Merpig’s Advice for Helping Young Children Dealing with Death

By Zoe Z. •  Updated: 06/19/23 •  3 min read

When I was six years old my grandmother committed suicide. I was the last person to see her alive. She dropped me off in Beverly Hills where we were house sitting and gave me her costume jewelry box and drove away in her big sedan. When she got home, she got into bed and took a big glass of water and a bunch of sleeping pills and went to sleep never to wake up again.

My mom was angry and upset because my grandmother had messed up the financial affairs and left us without any money to live on. Nana, as I called her, had defaulted on the loan for the apartment building she owned, and our relatives had swooped in to take everything.

My mom didn’t have time to help me process anything. She never learned how to process her own feelings of loss and anger about the situation. And she didn’t really know how to talk about feelings in general. I wasn’t allowed to come to the funeral or have any way to say goodbye to my Nana. I was sad and confused for a long time.

I asked my mom where Nana’s body was while mom was making the funeral arrangements. Was she still at home in the bed where she had taken sleeping pills and never woke up? My mom shook her head and said Nana’s body was the doctor’s office. This confused me and I pictured my grandmother, still in her frilly nightgown and fluffy slippers, propped up like a statue staring blindly with dead eyes behind the receptionist near the front desk.

If mom had told me the body was at the morgue, I would have remembered this from seeing movies with morgue scenes, since I had seen the movie Black Orpheus which had a vivid scene at the morgue as a metaphor for the underworld. But mom didn’t want to explain the morgue to me and didn’t remember that I already knew what that was from the vivid portrayal in the movie.

Merpig’s advice is to let kids come to the funeral or take part in ceremonies and rituals in some way and allow the child to be sad and grieve. Allow them to cry and show emotion and talk about the dead person as needed.

Use the word dead when you talk about the person or animal that has died and explain things with real terminology. Don’t say the person has “passed away,” “gone to heaven”, “passed,” “kicked the bucket”, “is gone” or other indirect terms.

Talk about the person or animal as being “dead”. It is confusing to young children when you use euphemisms instead of being direct. They might think the person is going to return from heaven or from “passing” or they will come back and kick some more buckets. They need to know and deal with the fact that the person is gone and isn’t coming back.

Zoe Z.

Zoe Lives in Silicon Valley where she teaches Pilates and draws funny characters while hiding in her van down by the river.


(What to produce) In the copy, include every entry exactly but none of the pictures.

(Given information)
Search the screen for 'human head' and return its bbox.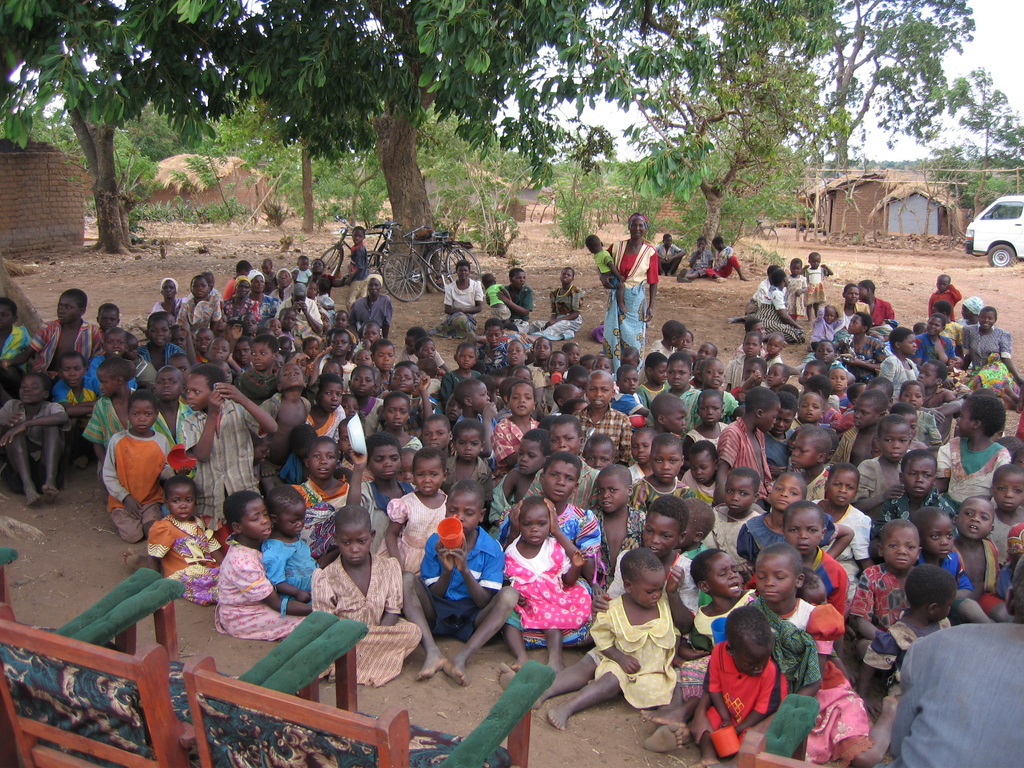
Found: <bbox>330, 506, 378, 566</bbox>.
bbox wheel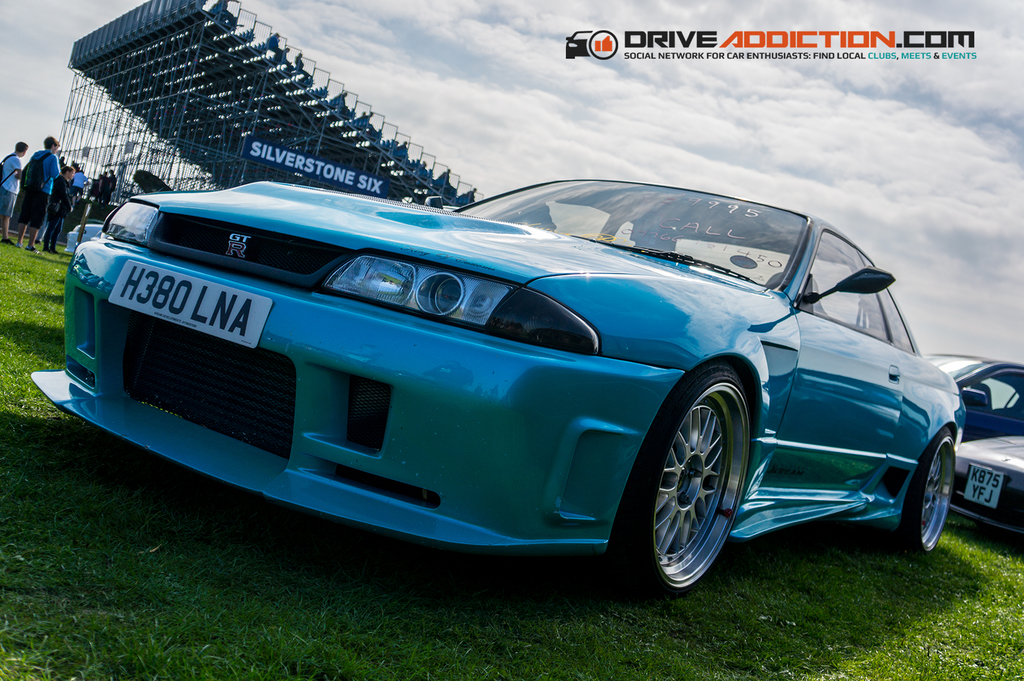
bbox=[891, 425, 954, 555]
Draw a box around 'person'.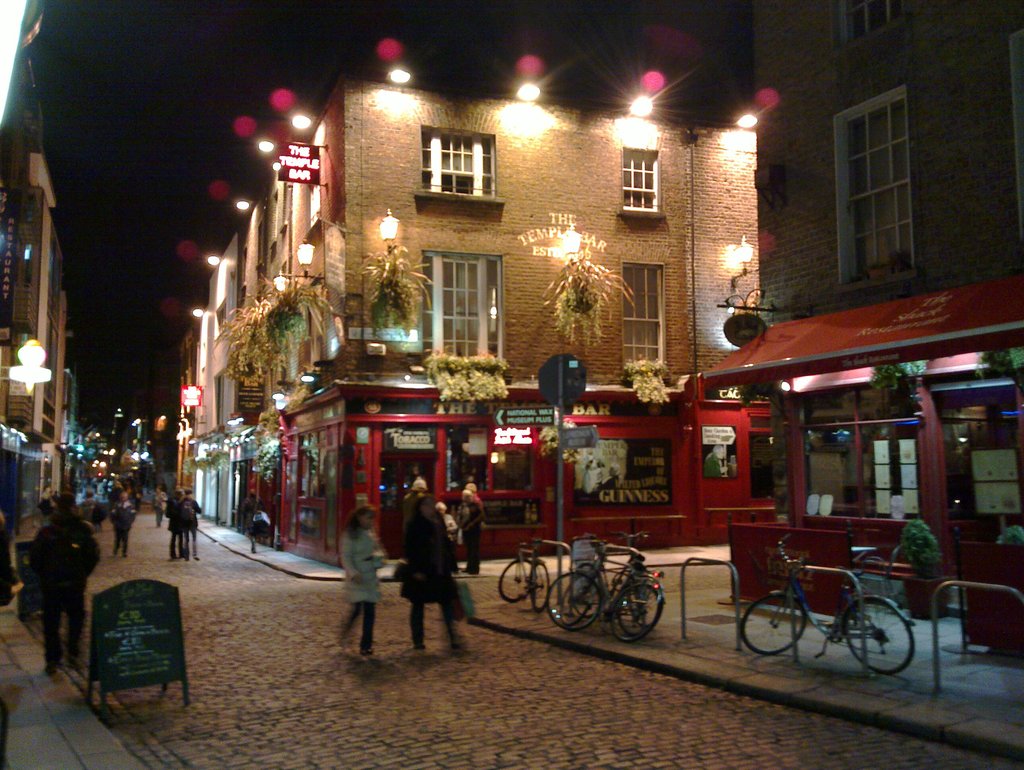
region(383, 484, 456, 664).
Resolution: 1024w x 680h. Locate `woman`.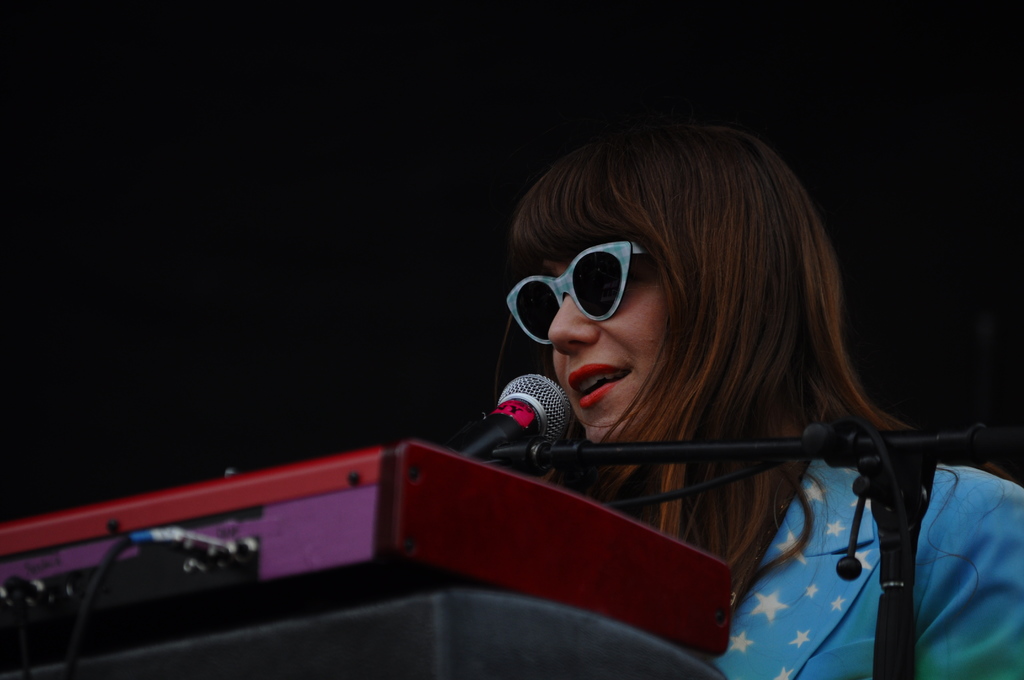
detection(343, 100, 977, 667).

(Result for this task)
Search the screen for 'human head' and return its bbox.
Found: <bbox>330, 506, 378, 566</bbox>.
bbox wheel
bbox=[891, 425, 954, 555]
Draw a box around 'person'.
region(383, 484, 456, 664).
Resolution: 1024w x 680h. Locate `woman`.
detection(343, 100, 977, 667).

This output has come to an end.